The Story
Why it exists.
The beginning
Ginestet built its identity around the belief that wine-producing regions carry aromatic signatures as distinctive as any botanical garden. Sauvignonne, launched in 2008, takes its name directly from the Sauvignon Blanc grape, the variety that defines white Bordeaux. The house didn't want a fragrance that smelled like wine. It wanted one that captured the morning a vineyard breathes before harvest: green stems, dewy fruit, the particular brightness of a grape that hasn't yet decided to become something else. Boxwood, grapefruit, and white peach form the architecture, each note a different hour of that early morning, each layer a different part of the estate waking up.
What makes Sauvignonne interesting is the structural choice: a top accord that reads almost too literally as "green." Boxwood isn't a common fragrance note, it carries a certain vegetal, almost stemmy quality that most perfumers avoid because it's difficult to control. Pairing it with grapefruit (which can skew harsh) and white peach (which can skew generic) is a risk. The house took it anyway. The result is a fragrance that opens with an almost botanical-garden clarity before the woody base grounds it into something wearable. It's not trying to be everything. It's trying to be exactly one thing: a morning in the vines.
The evolution
The opening arrives bright, grapefruit first, sharp and awake, followed by the softer sweetness of white peach. Boxwood announces itself quickly, a green counterweight that keeps the fruit from getting too soft. Within twenty minutes, the grapefruit recedes and the woody accord begins its slow takeover, taking the peach with it. By the hour, you're left with something quieter, the drydown is soft, intimate, close to the skin. It doesn't project. It doesn't linger for hours. On fabric, the drydown holds slightly longer than on skin, a faint green-woody memory that fades evenly rather than collapsing. Sauvignonne is a short story. It knows when to end.
Cultural impact
Sauvignonne occupies a specific corner of niche perfumery: the wine-inspired fragrance that doesn't reach for literalism. Where other houses have attempted to recreate the smell of wine itself, Ginestet chose to capture the atmosphere of the vineyard. The fragrance finds its audience among wearers who understand that Bordeaux isn't just a region, it's a philosophy of patience, terroir, and knowing what you're tasting.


#### [What is needed]
Restate the listing below word for word, omitting any images.
(Information shown begins)
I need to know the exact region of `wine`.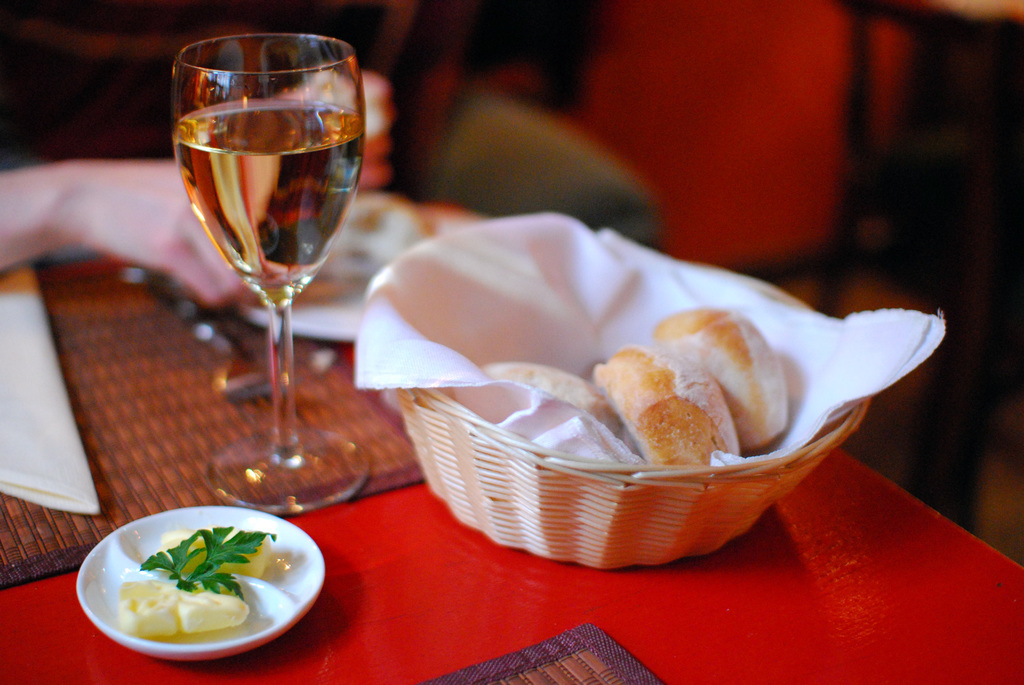
Region: Rect(180, 99, 362, 308).
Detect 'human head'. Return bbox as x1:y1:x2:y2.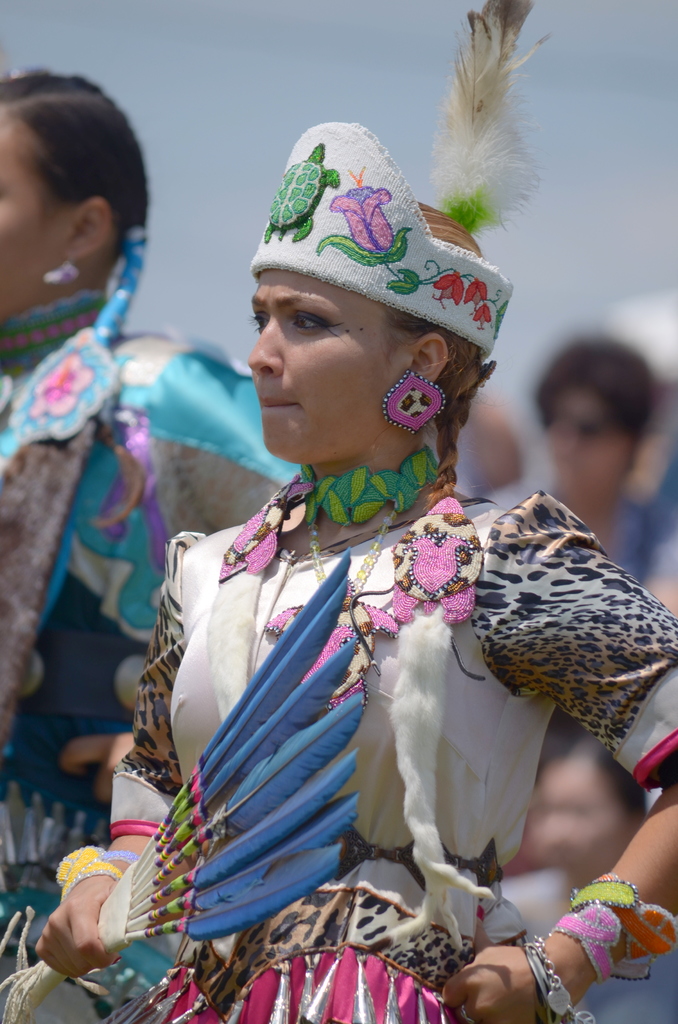
242:116:519:475.
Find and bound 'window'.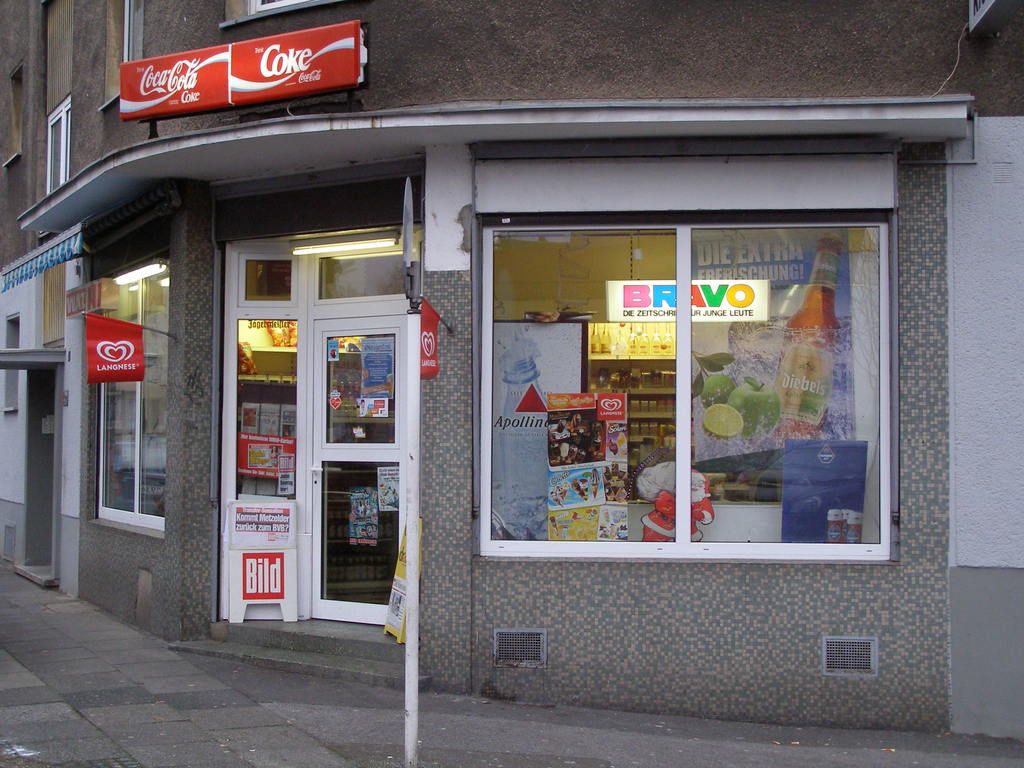
Bound: [x1=490, y1=223, x2=888, y2=555].
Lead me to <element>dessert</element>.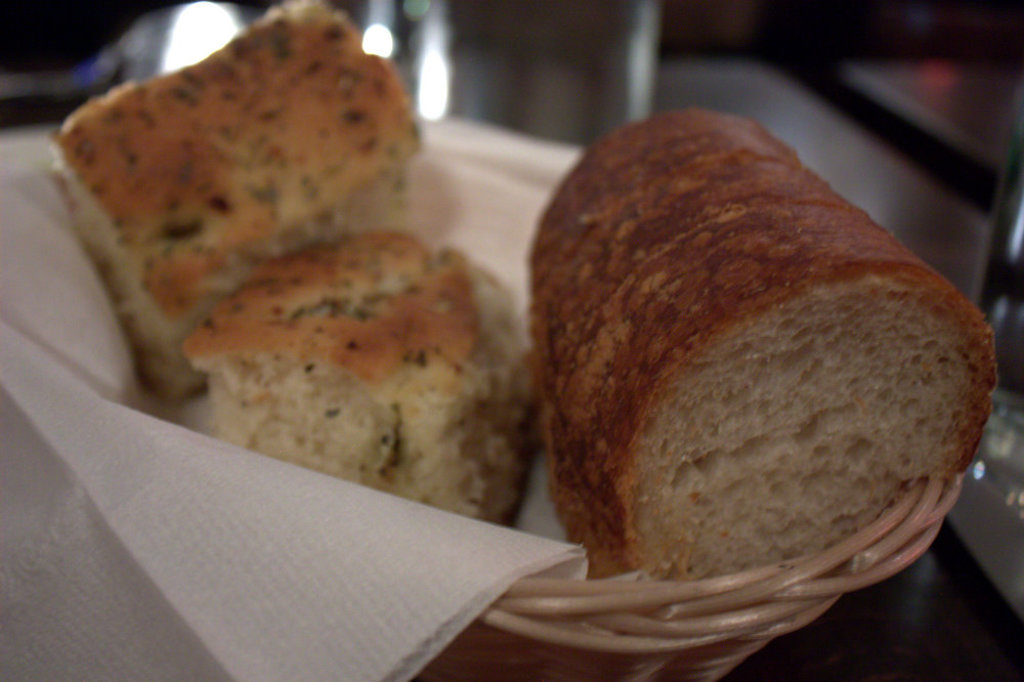
Lead to {"x1": 531, "y1": 108, "x2": 998, "y2": 584}.
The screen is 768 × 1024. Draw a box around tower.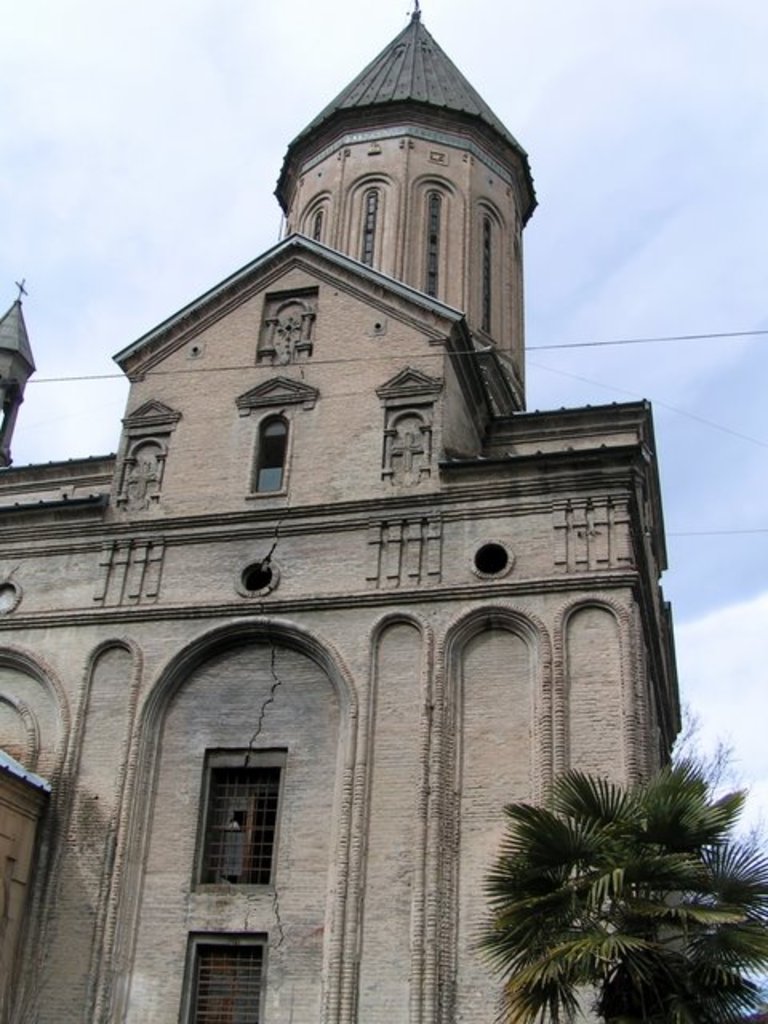
x1=0 y1=0 x2=699 y2=1022.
(Information shown ends)
#### [Exercise response]
I need to know the exact region of `wine`.
Region: Rect(180, 99, 362, 308).
Detect 'human head'. Return bbox as x1:y1:x2:y2.
242:116:519:475.
Find and bound 'window'.
Bound: [x1=490, y1=223, x2=888, y2=555].
Lead me to <element>dessert</element>.
Lead to {"x1": 531, "y1": 108, "x2": 998, "y2": 584}.
The screen is 768 × 1024. Draw a box around tower.
x1=0 y1=0 x2=699 y2=1022.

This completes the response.